TOWER: angle buttresses; string courses. Lancets to E and W elevation at ground. Slightly advanced 2-stage stair tower to E elevation with arrow-loop stair lights. Small openings to upper stage. Belfry stage above, (open) plate tracery windows to each elevation with colonnette-mullioned and colonnettes to reveals. Nook-shafts below eaves. Gabled lucarnes to ashlar spire. Weathervane.

S (KING STREET EAST/SIDE) ELEVATION: 5 windows to aisle. Lancet to gabled W return, trefoil opening to gablehead. Vestry and halls block recessed to left, S elevation with 2-stage canted stair block to right with 3 pointed-arch windows to 2nd stage; window to left.

W ELEVATION: 2 gabled bays with 3 lancets at ground to right bay,

2 lancets above. 2 windows at ground to left bay, 2 lancets above.

N SIDE ELEVATION: 5 windows.

Grey slate roof, ashlar coped skews, bracketted skewputts.

INTERIOR: nave and side aisles divided by 5-bay pointed-arch arcades with columns of Peterhead granite (end bays to W now sectioned off from church). Gallery to E (entrance) end. Gothic style reredos to W end (no chancel). Plaster vaulted ceiling. Raked seating. Gothic style octagonal ashlar and marble puplit, 1887. Octagonal font 1904. Organ to NW corner.

Stained glass: stainled glass to E rose window, 1883.

W (chancel) end of church accommodates the vestry, session-room at ground and a hall above.

CHURCH HALL: G A Paterson (Stewart and Paterson architects), 1924; design carried out with some minor alterations by H Mitchell, 1930. Rectangular-plan hall adjoining church to N by 2-storey link. Gabled E elevation with lower flat-roofed entrance block abutting, doorway to centre, tripartite windows flanking, pointed-arch 3-light window with cusped tracery to gbale above.

BOUNDARY WALL AND GATEPIERS: low rubble wall, ashlar coped. Square-plan ashlar piers, surmounted by cast-iron lamps to E elevation.

Statement of Interest

Ecclesiastical building in use as such.
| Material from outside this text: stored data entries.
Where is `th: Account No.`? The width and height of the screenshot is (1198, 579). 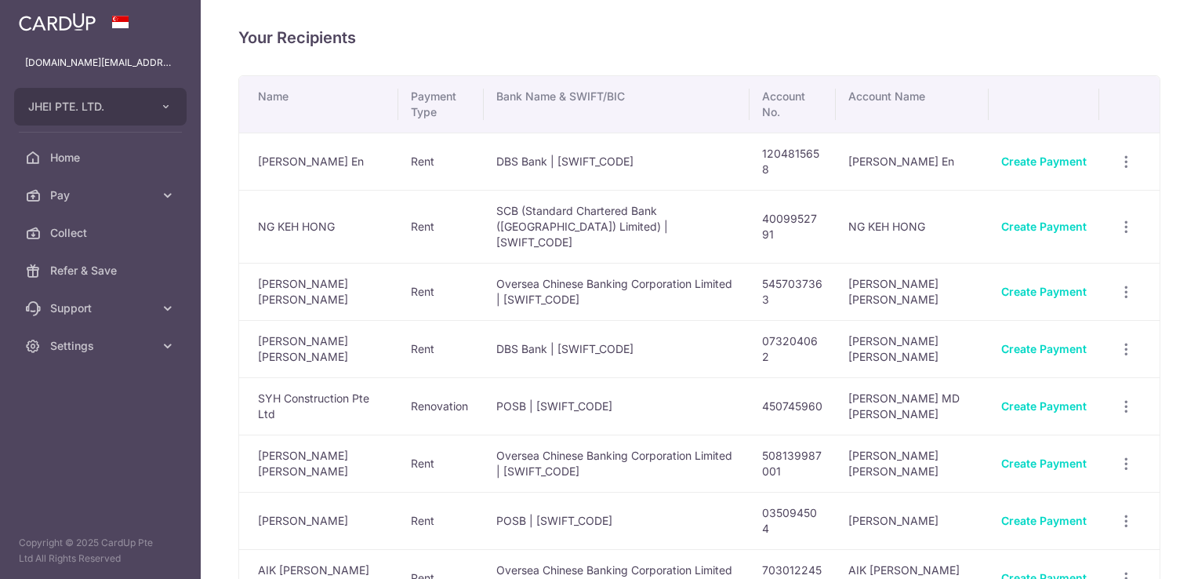
th: Account No. is located at coordinates (793, 104). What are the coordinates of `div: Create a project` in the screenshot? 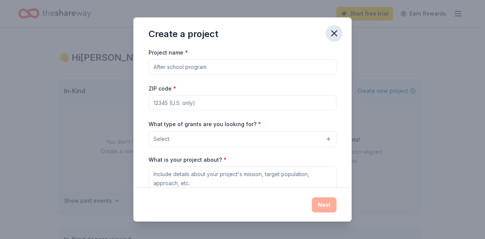 It's located at (184, 34).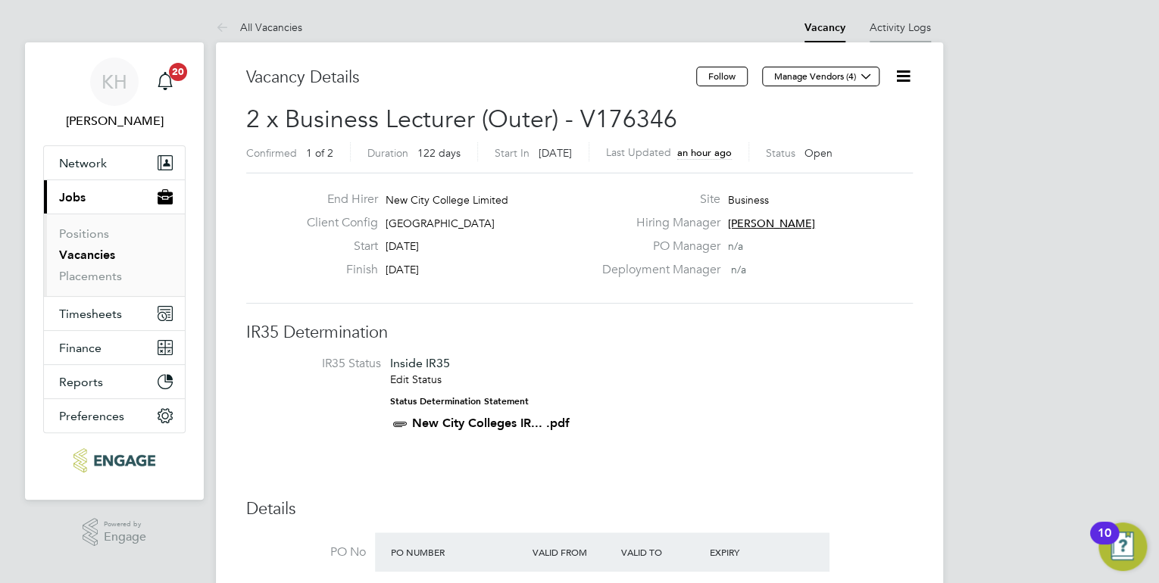 This screenshot has height=583, width=1159. What do you see at coordinates (512, 153) in the screenshot?
I see `label: Start In` at bounding box center [512, 153].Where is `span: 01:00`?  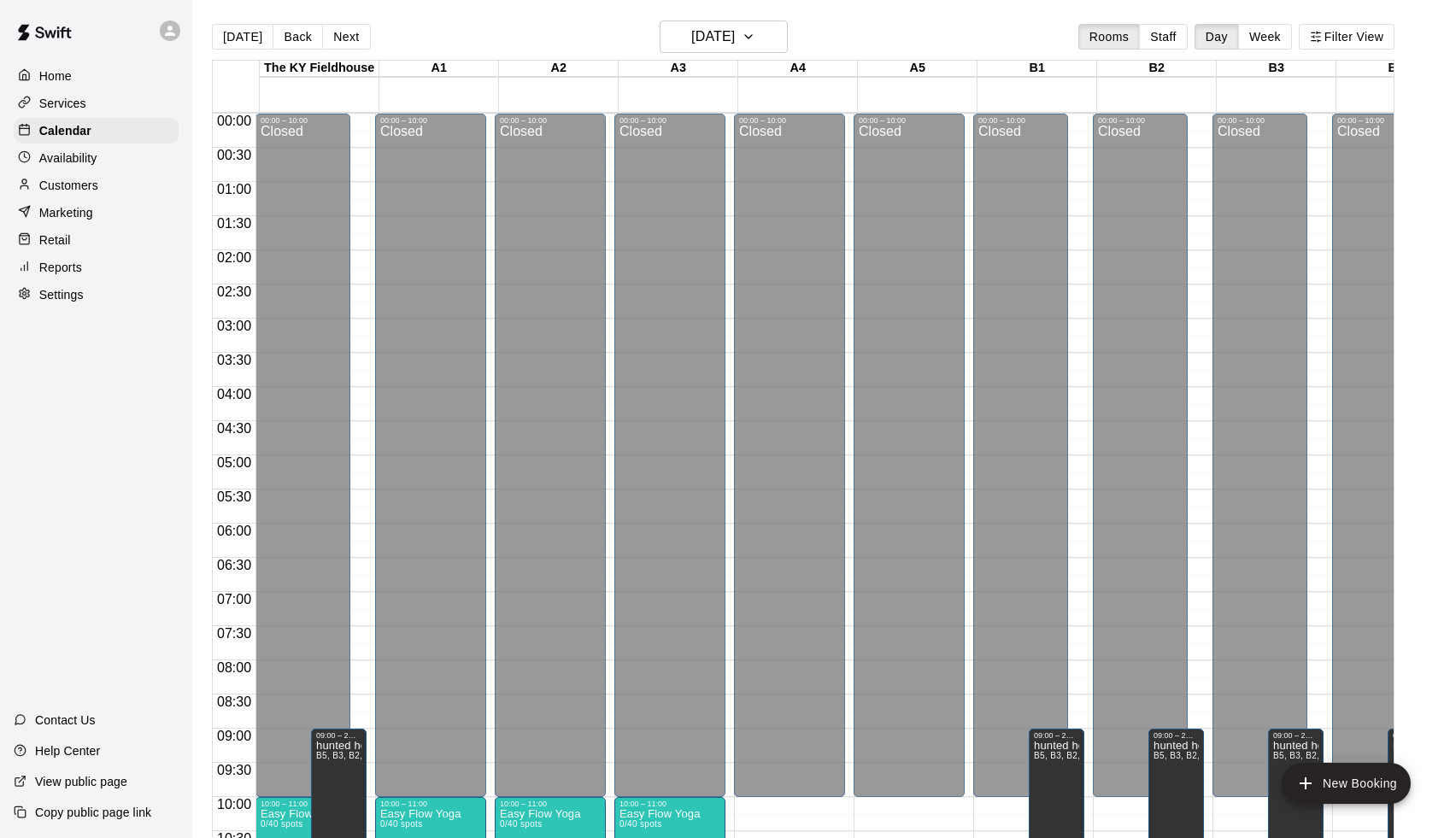
span: 01:00 is located at coordinates (234, 189).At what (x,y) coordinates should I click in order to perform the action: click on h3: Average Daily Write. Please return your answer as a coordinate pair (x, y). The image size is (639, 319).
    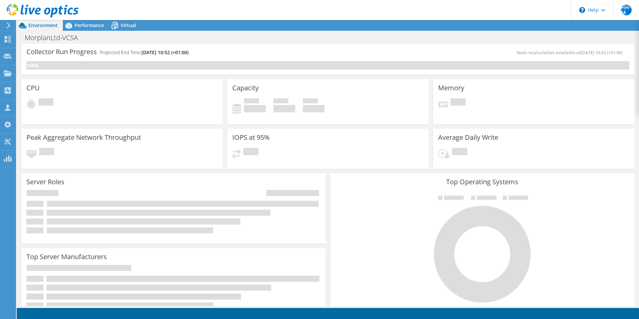
    Looking at the image, I should click on (468, 137).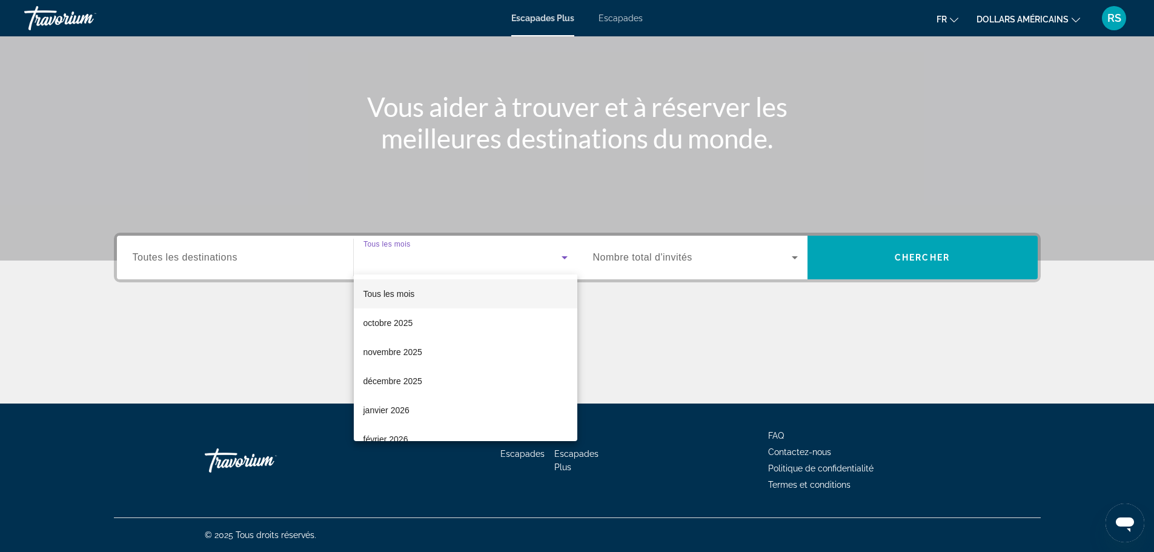  Describe the element at coordinates (388, 323) in the screenshot. I see `font: octobre 2025` at that location.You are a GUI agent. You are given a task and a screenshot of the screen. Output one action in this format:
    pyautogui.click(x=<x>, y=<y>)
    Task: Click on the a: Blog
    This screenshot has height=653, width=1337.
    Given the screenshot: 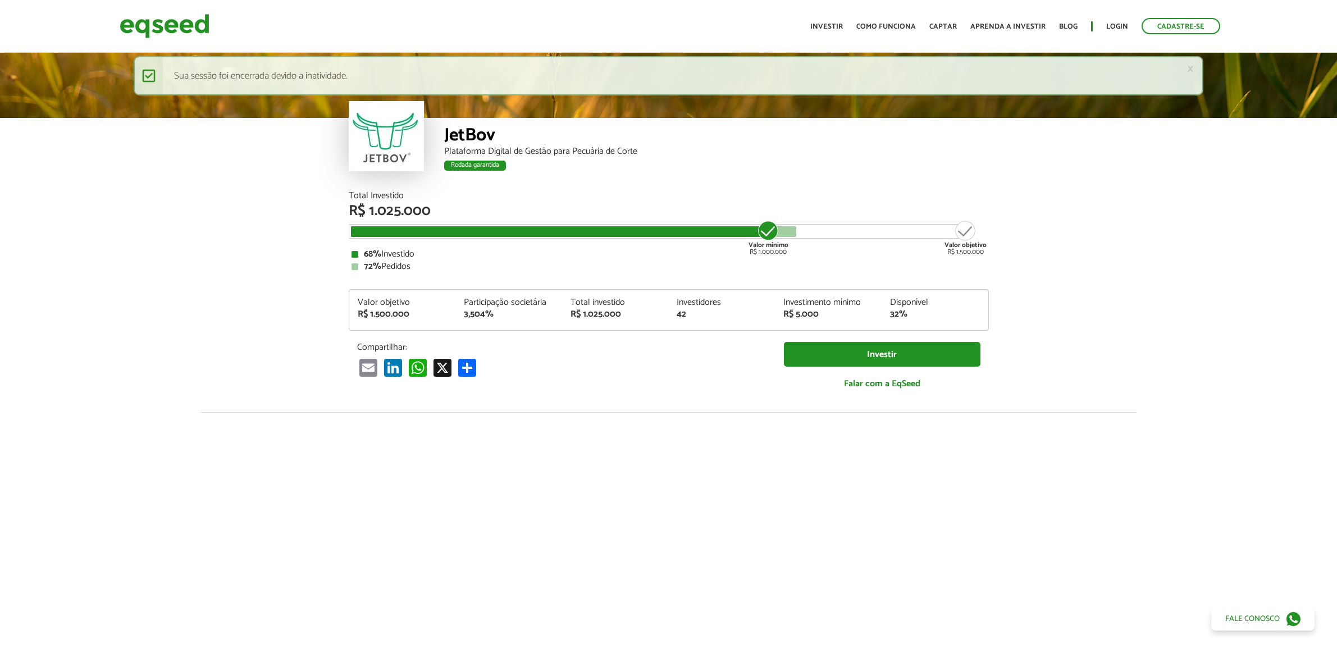 What is the action you would take?
    pyautogui.click(x=1068, y=26)
    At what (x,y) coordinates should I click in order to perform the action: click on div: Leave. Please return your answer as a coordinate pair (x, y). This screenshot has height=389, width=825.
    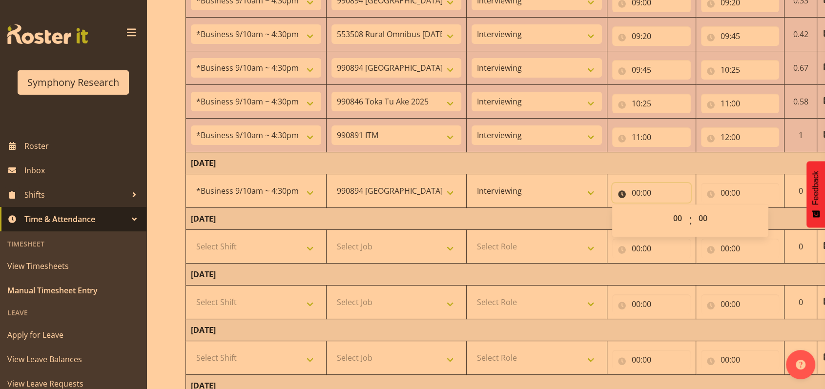
    Looking at the image, I should click on (73, 313).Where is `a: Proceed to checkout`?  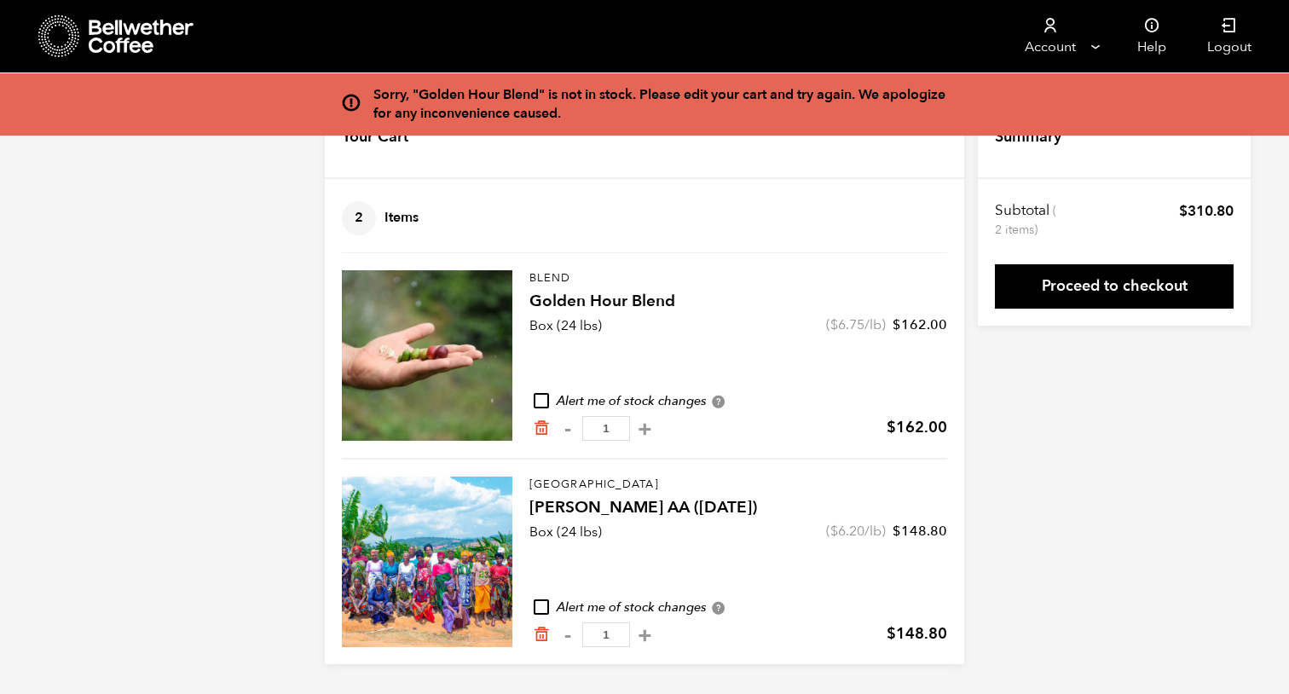
a: Proceed to checkout is located at coordinates (1114, 286).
Situated on the corner of Charlotte Street and King Street East. Originally Park Free Church, it became the United Free Church in 1900 following the union of the Free Church and the United Presbyterian Church,

The site was given by Mr Richard Kidston. The mason for the work was Thomas Watson. In 1888 William Leiper carried out alterations to the interior and added the stair tower to the S elevation. The decoration of the interior at that period is recorded as being "decorated in colour, the roof of the nave and the aisles in dark blue, relived with gold, red and white flowers and ornate borders". Sillars Bros, Helensburgh were the decorators.